ABOUT

A super 8 film found in a flea market in Mexico City holds the remembrance of news to come. It sums up the main events of the year: civil wars tearing countries apart, storms and floods causing mayhem, workers striking to demand better work conditions, progress in infrastructure and communications, countries invading other countries, powerful leaders negotiating the future of countless others. This could easily be today’s news, but it was 1937. Knowing what followed the turmoil of this prewar time, this old news sparked a deep feeling of despair and an ominous sense of deja vu.

The newsreel ends with a message of hope: ‘In the hands of these five men rests the destiny of the world: Mikado, Stalin, Hitler, Mussolini, and Franklin Delano Roosevelt.  May they be wise, tolerant and sane – so that Peace on Earth and Good-Will toward men will reign for years to come’. We all know how that story ended. But what if eighty years from now someone found documentation of our news? Would they also feel a cold chill down their spine?  

Future Past News invites you to look at these images of the past through an Augmented Reality App that switches their content to present news. With our AR app you can travel back and forward through time, juxtaposing the news from 1937 and our current state of affairs, experiencing how history repeats itself.

 

Working with found footage allow us to look dialectically. We are not simply shown a vision of the world but rather the images of it. Augmented reality adds another layer of information, allowing us to question the meaning of that first image, that first layer. This enables a change of discourse to question history and unfold its methods of representation.

We are living in a tumultuous time, with striking parallels to 1937 – eerily similar to what we are watching unfold before our eyes during this election season. The stakes in the fast-approaching presidential elections could not be higher. We hope that Future Past News helps people remember our past mistakes and their disastrous consequences,and raise awareness of the potentially dire future we are facing now; a future that motivates them to take action, and to cast votes. History repeats itself if we allow it. You think we would know better, but we tend to forget.

Articulating the past historically does not mean recognizing it ‘the way it really was.’ It means appropriating a memory as it flashes up in a moment of danger.
— Walter Benjamin, On the Concept History

About the artists

Karolina Ziulkoski is new media artist from Porto Alegre, Brazil. She uses technological applications to create immersive experiences that allow for a deeper participatory exchange between stories and audiences.

Andrea Wolf is an interdisciplinary artist interested in the relationship between personal memory and cultural practices of remembering. She creates multimedia installations that explore how technology, media and memory affect and transform each other, creating models of remembrance that are culturally shaped.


## [Exercise objective]
Starting with the line that contains "track down *street light*.", give again exactly and only each line through the end of the records; include the last line and exclude pictures.

☆ ☆ ☆ ☆

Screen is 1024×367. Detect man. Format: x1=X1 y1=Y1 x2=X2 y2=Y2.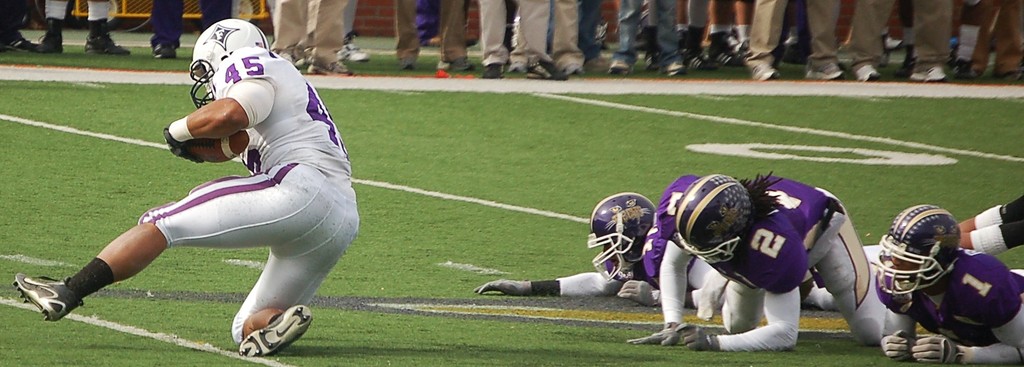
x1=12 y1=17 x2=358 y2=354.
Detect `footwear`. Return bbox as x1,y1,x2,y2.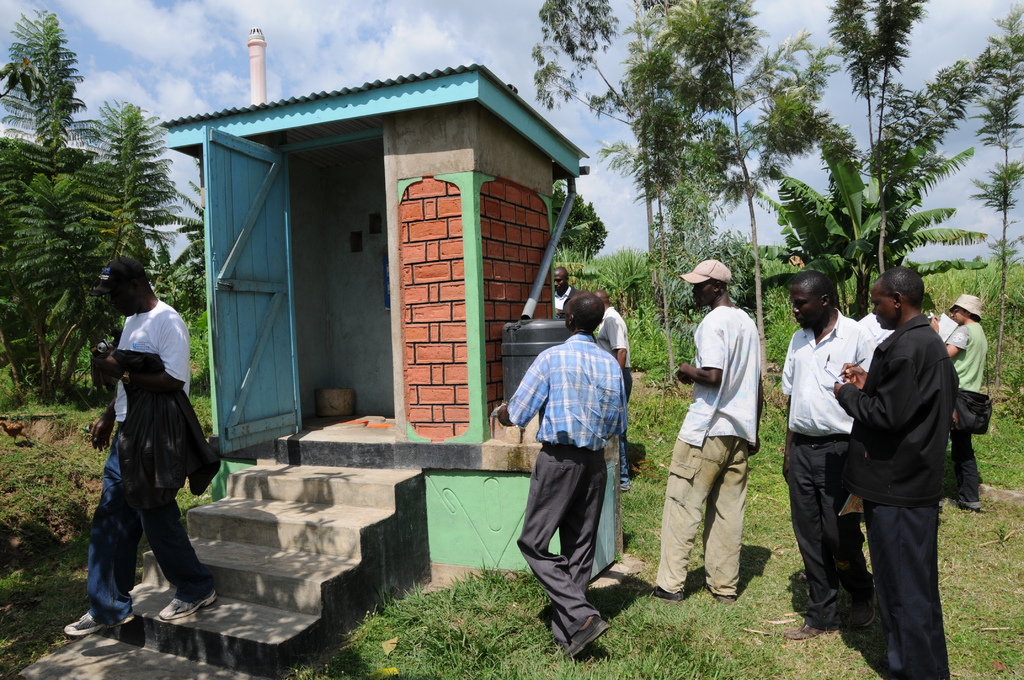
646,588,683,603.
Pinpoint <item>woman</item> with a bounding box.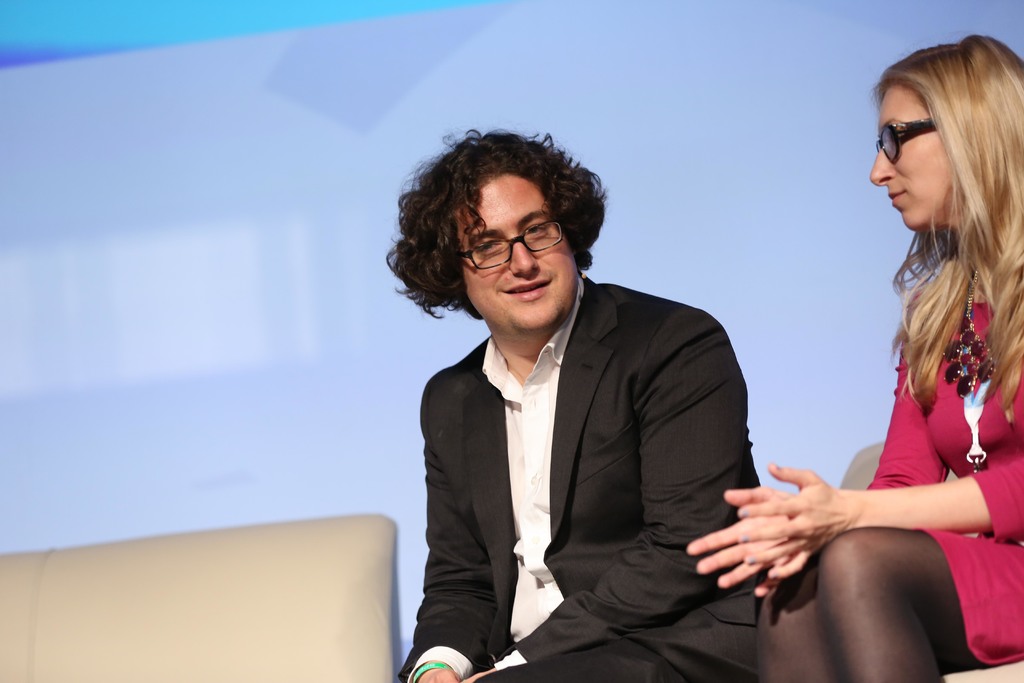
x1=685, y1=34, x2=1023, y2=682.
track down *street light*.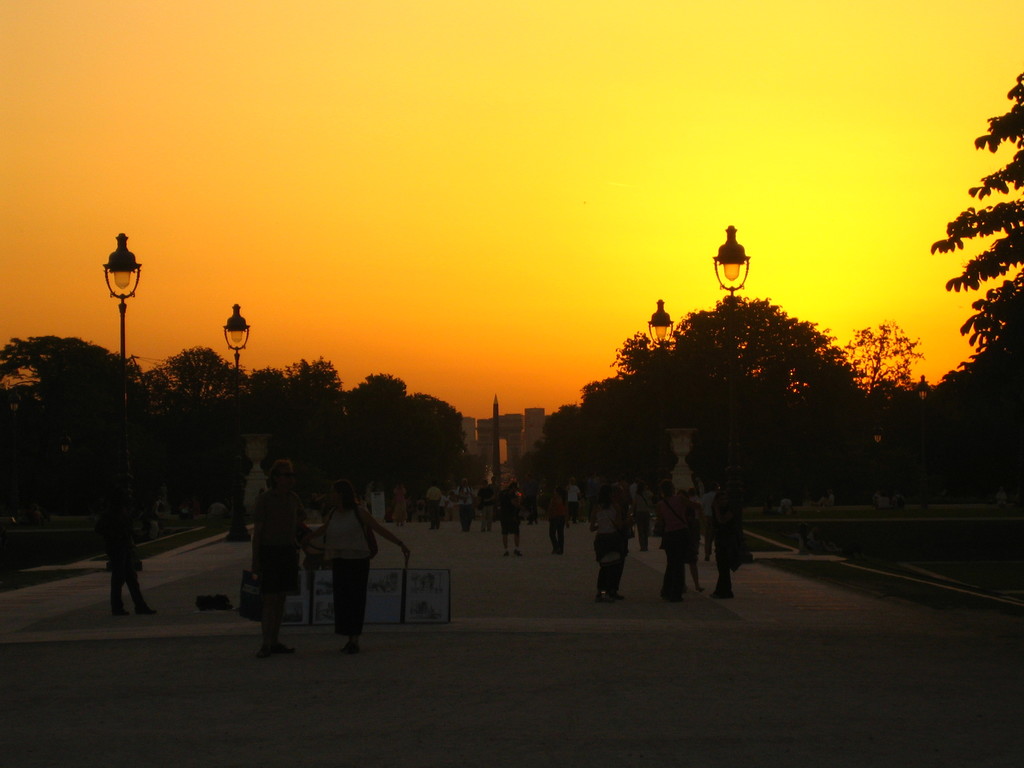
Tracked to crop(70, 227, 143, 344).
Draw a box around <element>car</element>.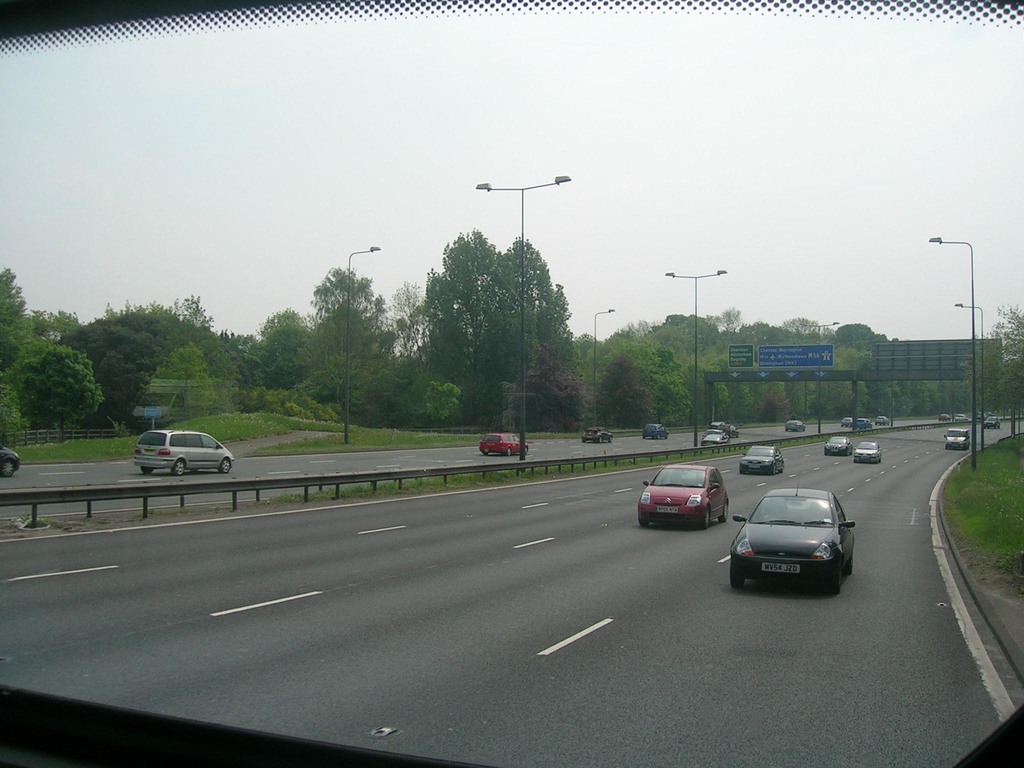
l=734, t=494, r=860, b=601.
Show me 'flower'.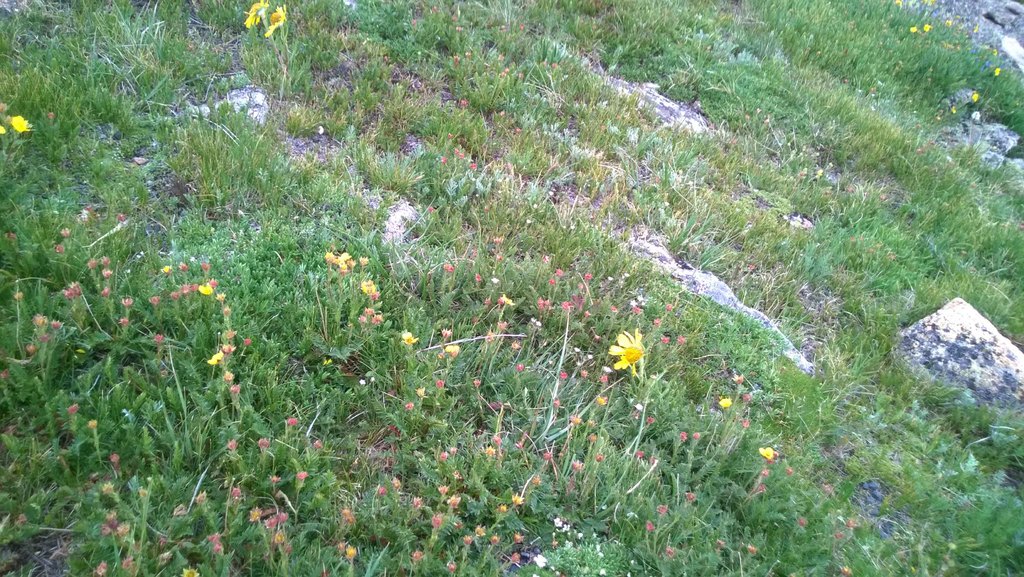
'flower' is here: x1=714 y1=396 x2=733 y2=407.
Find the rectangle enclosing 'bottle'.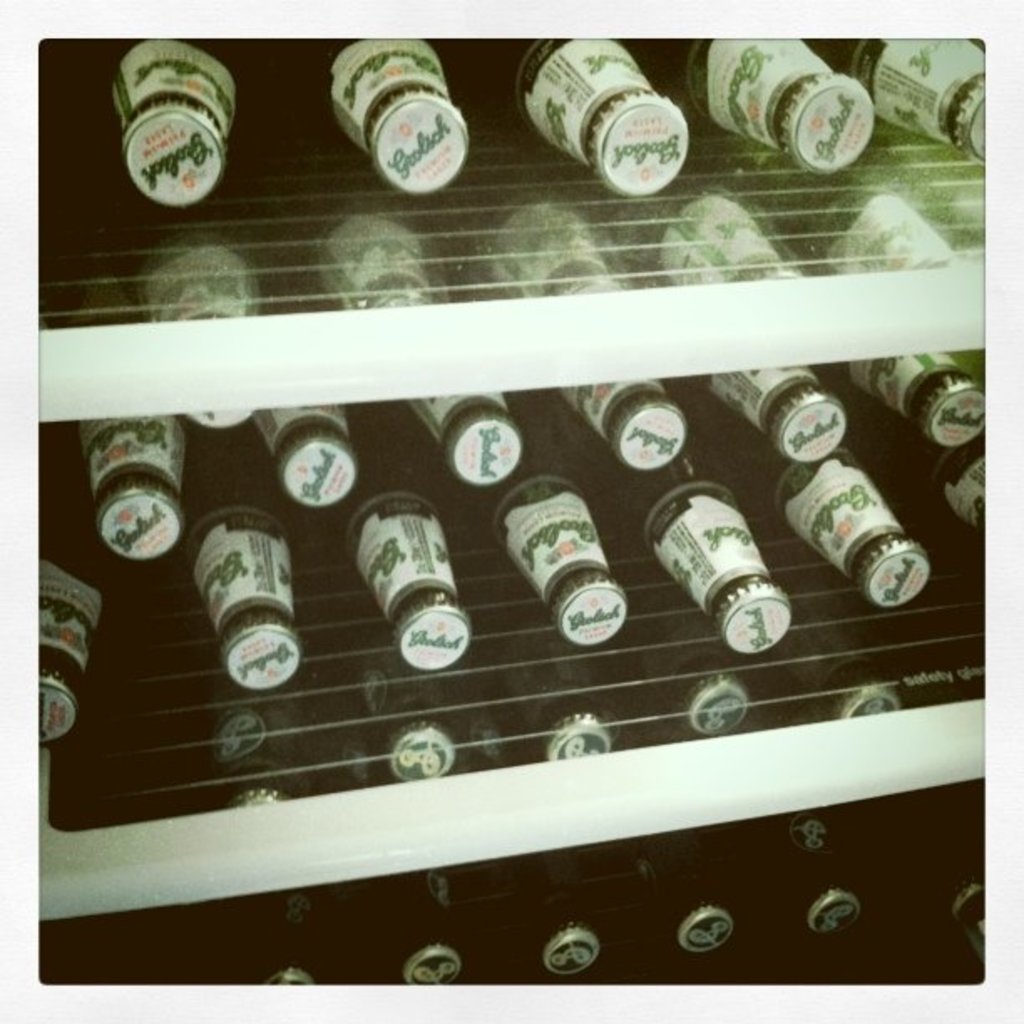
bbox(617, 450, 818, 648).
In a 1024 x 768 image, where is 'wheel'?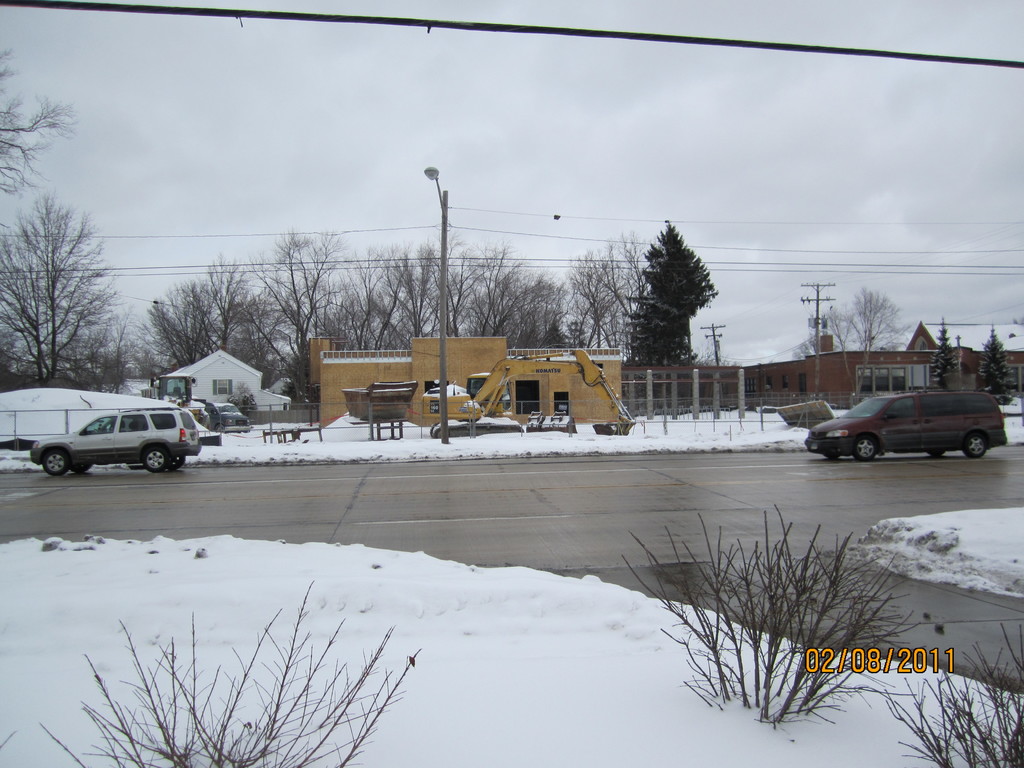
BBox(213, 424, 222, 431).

☆ ☆ ☆ ☆

## [Output of the exercise]
track down *street light*.
Tracked to crop(70, 227, 143, 344).
Draw a box around <element>car</element>.
l=734, t=494, r=860, b=601.
Show me 'flower'.
'flower' is here: x1=714 y1=396 x2=733 y2=407.
Find the rectangle enclosing 'bottle'.
bbox(617, 450, 818, 648).
In a 1024 x 768 image, where is 'wheel'?
BBox(213, 424, 222, 431).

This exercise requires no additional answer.